The article is saying that tech jobs are declining due to high interest rates. It's also saying that companies now expect you to perform tasks from multiple departments, leading to burnout and low job satisfaction when you do get a job.
Thanks for the summary, skimmed it and it's too long of a time commitment for what appears like little payoff.
Sure companies want the Full Stack -> Do-Everything hire - who wouldn't, I'd like a goose that lays golden eggs but there is no market to provide that. I see this change as merely a side effect of the state of the market where hirers of labor feel they can make such demands.
What I find interesting and did not find explored in the article is that the overhead for establishing a company is far lower than what it used to be so there is more potential for Do-Everything people to just do that little bit more to include all the other functions of the company. Many of the functions needed to run a company are not needed at such a small scale that necessitates a Do-Everything hire.
I know not everyone is cut out for that, but not everyone is not cut out for the Do-Everything level of responsibilities either, and those that can do the latter are more likely to be able to do the former. That's what I did, I built up my skill stack working as a Full-Stack / Do-Everything engineer then learned business and marketing on top and went solo.
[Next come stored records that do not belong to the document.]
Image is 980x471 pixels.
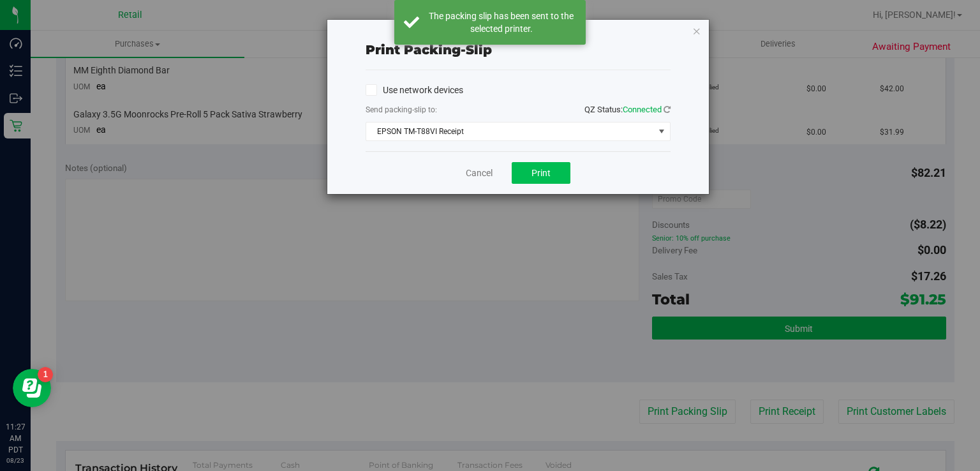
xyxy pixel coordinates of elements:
[584,104,671,114] span: QZ Status:
[531,168,550,178] span: Print
[38,367,53,383] iframe: Resource center unread badge
[653,123,669,140] span: select
[366,84,463,97] label: Use network devices
[366,123,654,140] span: EPSON TM-T88VI Receipt
[426,9,576,35] div: The packing slip has been sent to the selected printer.
[622,104,662,114] span: Connected
[12,369,51,407] iframe: Resource center
[366,104,437,115] label: Send packing-slip to:
[512,162,571,184] button: Print
[466,166,493,180] a: Cancel
[366,42,492,58] span: Print packing-slip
These days I have a good laugh when I read about some start-up that raised some money based on delivering X is also advertising for jobs that are basically build X from scratch by yourself.
The original reason I had an LLM summarize it was to see if the parent had themselves used an LLM to make their summary.
And then it turned out to include some extra info from the linked article that for me was sufficient to decide that I should read the whole linked article.
So that’s why I posted it in this sub thread.
(For the record I also think there is a difference between quoting LLM output in a comment, vs people who post LLM written slop and passing it off as something they themselves wrote.)